2–5 Jun 2026
Europe/London timezone

Information Influence and Media Discourse in the United Kingdom: Shaping Perceptions of National Security

5 Jun 2026, 13:15

Description

This paper presents the findings of the second phase of the research programme “Informational Influence on National Security in a Geopolitical Context” (Ethical Clearance Ref: MRA-24/25-46914, King’s College London). The first phase developed a conceptual and ethical framework for examining informational threats to national security through semi-structured interviews with experts in security, policy, and media. The current phase extends this inquiry to the empirical analysis of media and public discourse in the United Kingdom.
The study investigates how narratives in traditional and digital media construct, mediate, and transform public perceptions of national security. It employs a mixed-methods approach combining discourse analysis, computational linguistics, and AI-assisted data processing to identify semantic patterns, framing strategies, and affective polarities across large-scale media datasets. This enables a systematic mapping of the interaction between media representations and public sentiment, revealing mechanisms through which informational influence shapes collective understandings of trust, threat, and security.
Special attention is given to periods of intensified informational contestation—such as crises, elections, and geopolitical tensions—when alignment between elite and public discourse becomes particularly consequential.

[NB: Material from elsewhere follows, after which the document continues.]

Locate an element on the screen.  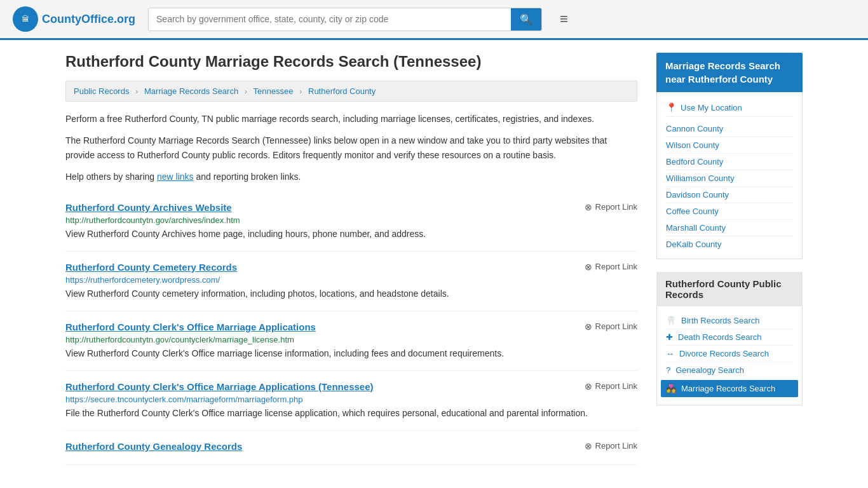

Comparative analysis of journalistic, political, and social media communication highlights how specific linguistic and emotional strategies contribute to the securitisation or normalisation of issues within the public sphere.
By bridging expert-level insights with empirical evidence from communicative ecosystems, the research advances an integrated model of informational influence that conceptualises media as both an actor and an arena in national security dynamics.